Built & maintained by . How it works & assumptions: EMI uses the standard reducing-balance formula. "Total cost of degree" = course fee + loan interest. The payback period = total cost ÷ (annual salary × the repayment-share you set), held constant for simplicity — in reality salaries rise, so real payback is usually faster. This is an educational estimate, not financial advice; confirm exact fees, rates and packages with the college and your lender. Nothing you enter is stored.

Sourcing: figures use official counselling records (MCC/state) and institute circulars — cutoffs change every round; reconfirm at allotment. No cash payments; official receipts only.

Why ROI matters more than sticker fees

A ₹25 lakh MBA that lands a ₹18 LPA job can be a far better decision than a ₹6 lakh degree that leads to a ₹3 LPA role. What matters is not the fee alone, but the return on investment — how quickly your starting salary earns the cost back, and what you net over the first 5–10 years of your career.
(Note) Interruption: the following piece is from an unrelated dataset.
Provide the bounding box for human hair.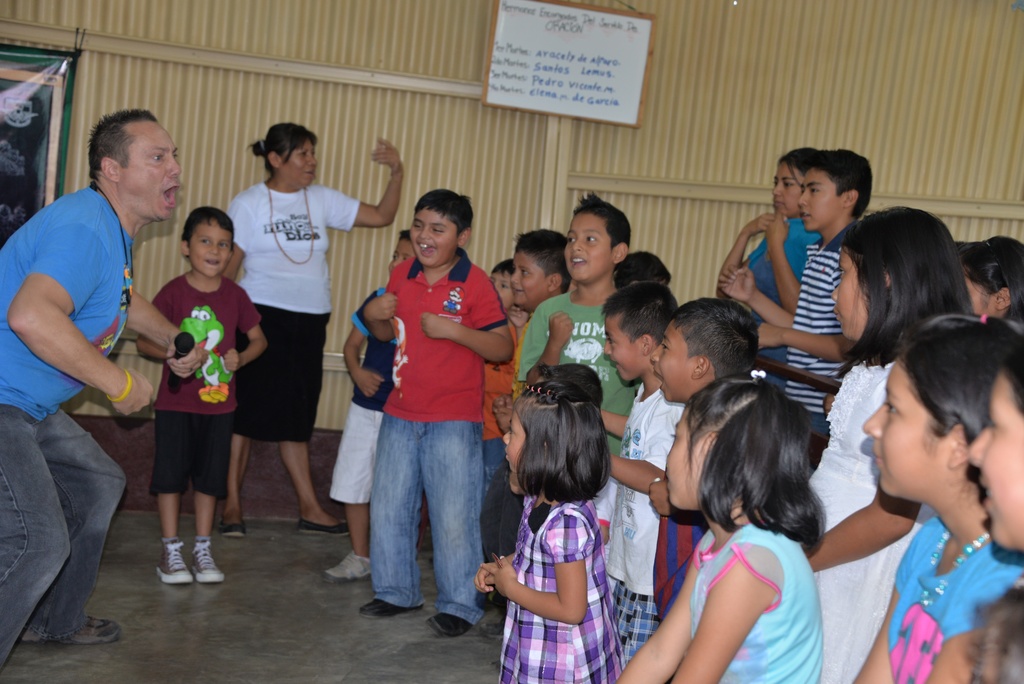
bbox(780, 147, 825, 190).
Use the calculator above to compare any two colleges or courses on the same footing: enter each option's fee and realistic expected salary, and read off the EMI, total cost and payback period side by side.
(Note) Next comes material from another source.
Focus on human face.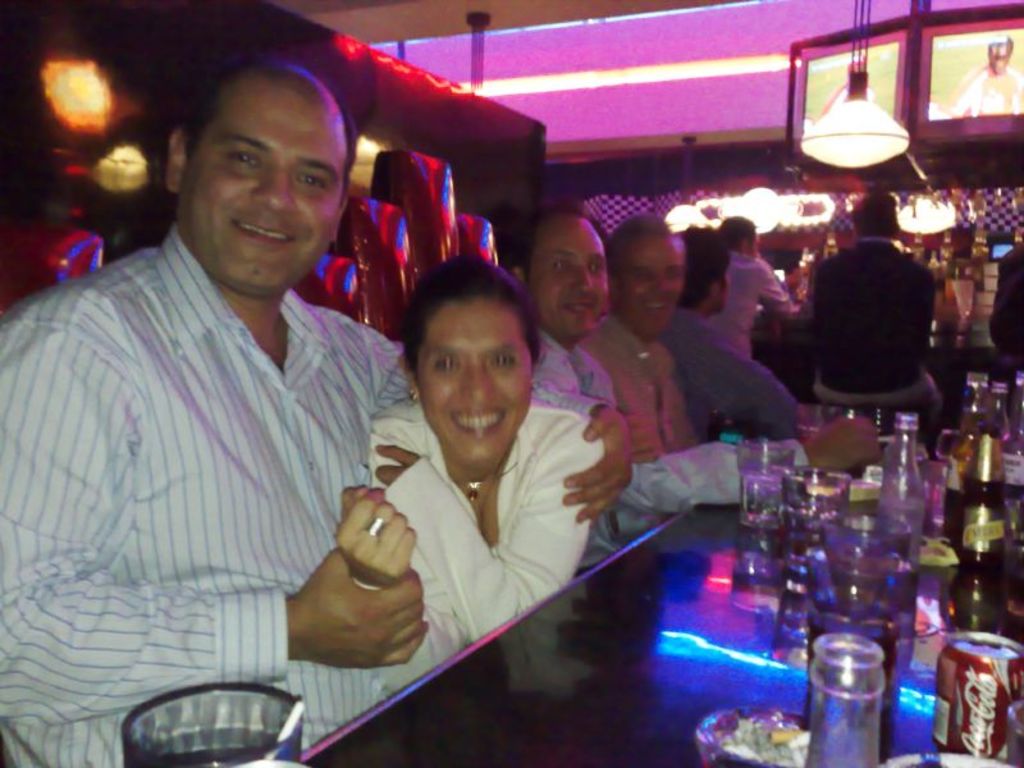
Focused at (left=182, top=77, right=349, bottom=291).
Frequently asked questions

EMI uses the standard reducing-balance formula: EMI = P × r × (1+r)^n / ((1+r)^n − 1), where P is the loan amount, r is the monthly interest rate (annual rate / 12 / 100) and n is the number of monthly instalments (tenure in years × 12). A higher rate or longer tenure raises the total interest you pay.
A common rule of thumb is that the total cost of a degree should be recoverable within 2–3 years of starting salary. This calculator estimates the payback as total cost divided by the share of annual salary you can set aside. Because salaries typically rise over a career, the real payback is usually faster than the conservative estimate shown.
Yes. Under Section 80E of the Income Tax Act, the full interest paid on an education loan is deductible from taxable income for up to 8 consecutive years from the year repayment begins, which lowers the effective cost of the loan.
No. All calculations run locally in your browser. Nothing you enter is sent to a server or stored.